KH: The concept of the academic journal has expanded and become much less rigid in recent years. We admire, for example, Modernism/modernity’s PrintPlus platform, and see various opportunities to publish and circulate world-leading academic research in new ways. With Cusp —and this is a related point to some extent—we aim to model the kind of academic journal that we would like to read and be published in—friendly and lively while maintaining the highest academic standards. Like a lot of young academics, one of my first experiences of submitting an article to a big journal was waiting for two years to receive a high-handed rejection. That will never happen in Cusp. (And actually my essay wasn’t half bad.) With the nuts and bolts of design, publishing schedules, and the day-to-day in place, I increasingly think about Cusp’s ethos.

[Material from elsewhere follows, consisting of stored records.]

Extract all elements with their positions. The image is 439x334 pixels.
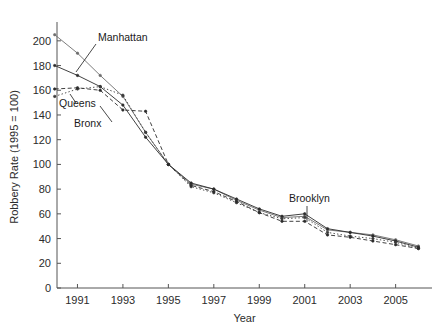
chart-canvas: 0204060801001201401601802001991199319951… bbox=[0, 0, 439, 334]
series-marker-bronx bbox=[303, 220, 306, 223]
y-tick-label: 20 bbox=[39, 257, 51, 269]
series-marker-bronx bbox=[76, 87, 79, 90]
y-tick-label: 100 bbox=[33, 158, 51, 170]
y-tick-label: 140 bbox=[33, 109, 51, 121]
series-marker-brooklyn bbox=[303, 213, 306, 216]
series-marker-manhattan bbox=[76, 52, 79, 55]
series-marker-brooklyn bbox=[213, 188, 216, 191]
x-tick-label: 1995 bbox=[156, 294, 180, 306]
series-marker-bronx bbox=[144, 110, 147, 113]
series-marker-bronx bbox=[167, 163, 170, 166]
series-marker-brooklyn bbox=[235, 198, 238, 201]
x-axis-title: Year bbox=[233, 312, 256, 324]
series-marker-bronx bbox=[53, 88, 56, 91]
series-marker-bronx bbox=[281, 220, 284, 223]
series-marker-bronx bbox=[213, 190, 216, 193]
series-marker-brooklyn bbox=[144, 136, 147, 139]
series-marker-brooklyn bbox=[76, 74, 79, 77]
series-marker-queens bbox=[326, 231, 329, 234]
series-marker-bronx bbox=[349, 236, 352, 239]
y-tick-label: 0 bbox=[45, 282, 51, 294]
series-marker-brooklyn bbox=[281, 215, 284, 218]
series-annotation-bronx: Bronx bbox=[74, 117, 102, 129]
series-marker-queens bbox=[281, 218, 284, 221]
series-annotation-queens: Queens bbox=[59, 97, 96, 109]
series-marker-queens bbox=[99, 85, 102, 88]
series-marker-bronx bbox=[326, 234, 329, 237]
y-tick-label: 80 bbox=[39, 183, 51, 195]
series-marker-bronx bbox=[99, 89, 102, 92]
series-marker-bronx bbox=[372, 240, 375, 243]
y-tick-label: 180 bbox=[33, 60, 51, 72]
series-marker-bronx bbox=[417, 247, 420, 250]
x-tick-label: 1991 bbox=[65, 294, 89, 306]
series-line-queens bbox=[55, 87, 419, 249]
series-marker-queens bbox=[303, 216, 306, 219]
series-marker-bronx bbox=[258, 211, 261, 214]
series-marker-manhattan bbox=[53, 33, 56, 36]
series-line-bronx bbox=[55, 88, 419, 249]
x-tick-label: 2005 bbox=[383, 294, 407, 306]
y-tick-label: 200 bbox=[33, 35, 51, 47]
series-marker-brooklyn bbox=[326, 227, 329, 230]
x-tick-label: 1999 bbox=[247, 294, 271, 306]
x-tick-label: 1997 bbox=[202, 294, 226, 306]
series-marker-bronx bbox=[235, 200, 238, 203]
series-marker-brooklyn bbox=[258, 208, 261, 211]
series-marker-bronx bbox=[122, 109, 125, 112]
x-tick-label: 2003 bbox=[338, 294, 362, 306]
x-tick-label: 2001 bbox=[292, 294, 316, 306]
series-annotation-brooklyn: Brooklyn bbox=[289, 192, 330, 204]
series-line-manhattan bbox=[55, 35, 419, 246]
series-annotation-manhattan: Manhattan bbox=[98, 31, 148, 43]
series-marker-manhattan bbox=[99, 74, 102, 77]
series-marker-queens bbox=[144, 131, 147, 134]
series-marker-brooklyn bbox=[349, 231, 352, 234]
annotation-leader-bronx bbox=[100, 106, 112, 122]
y-tick-label: 60 bbox=[39, 208, 51, 220]
y-axis-title: Robbery Rate (1995 = 100) bbox=[8, 90, 20, 224]
y-tick-label: 40 bbox=[39, 233, 51, 245]
series-marker-queens bbox=[122, 94, 125, 97]
series-marker-bronx bbox=[190, 184, 193, 187]
series-marker-brooklyn bbox=[122, 104, 125, 107]
series-marker-brooklyn bbox=[53, 64, 56, 67]
series-marker-brooklyn bbox=[372, 235, 375, 238]
robbery-rate-line-chart: 0204060801001201401601802001991199319951… bbox=[0, 0, 439, 334]
series-marker-bronx bbox=[394, 243, 397, 246]
x-tick-label: 1993 bbox=[111, 294, 135, 306]
y-tick-label: 120 bbox=[33, 134, 51, 146]
y-tick-label: 160 bbox=[33, 84, 51, 96]
series-line-brooklyn bbox=[55, 66, 419, 248]
series-marker-queens bbox=[53, 95, 56, 98]
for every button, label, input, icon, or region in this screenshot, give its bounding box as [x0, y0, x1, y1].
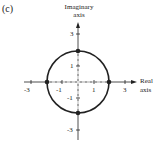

KM: We have also been talking quite a bit about soliciting different kinds of content–clusters, reviews of exhibits or performances, notes, interviews. I like the idea of Cusp not just being wholly traditional in terms of the forms we publish. And I do think people appreciate these shorter forms as a way to keep up with things happening in the field.
I imagine the “Best New Journal” title brings a little boost of energy with it. Is this going to change your approach going forward?
AM: It is certainly a nice accolade so early on in the journal’s life. It isn’t going to change our approach at all. We are still in the very early stages of developing the journal’s identity and reputation. That will take 5-10 years. At that point I could imagine passing over the reins to a new set of editors. I think it’s important that the journal’s identity grows and shifts with the field, and that requires constant renewal.
KM: The judges’ comments really affirmed our sense of the journal’s mission. They expressed admiration for our attentiveness to this “fecund historical hinge era, when the fragile remnants of early modernity and its ideals and institutions (science and reason triumphant) yield to the transformative pressures and forces of our own late modernity.” It was wonderful to hear them mention how vital and interesting this period is. I am hoping the prize might get more eyes on the journal and the fantastic work we have been able to publish so far. And I hope it helps to get the word out to more potential authors as well.
What do you have in store for readers in upcoming issues?
AM: 2.2 is going to feature a cluster of essays, edited by the brilliant Robert Volpicelli, on disability studies at the cusp. It brings together some wonderful scholars and is very timely in the issues it raises. There’s also essays on contemporary controversies over late-Victorian art; cosmopolitanism in the circle around Alice and Wilfrid Meynell; and a study of the Decadent novels of Norwegian writer Amalie Skram. We will also be publishing reviews on recent art exhibitions in New York and Oxford, and the one-woman Dorian Gray in London starring Sarah Snook. We are also hatching plans for a future special issue on translation and a cluster on cosmopolitanism.
KH: Our reviews section is new in Volume 2 and, due to demand, we have retitled this section as "Notes and Reviews," with space for short pieces that would be of interest to readers. I am very glad that we can offer this short form for essay submissions and hope it will be generative in a number of ways—new collaborations, say, or simply as an incentive to work on a fledgling idea that is not (yet) a longer article.
KM: I would really like to see us doing more clusters like the one Robert Volpicelli put together for us on disability studies. I love these snapshots of how a diverse group of scholars are thinking about a concept or method, and I want us to continue soliciting things like that for the journal.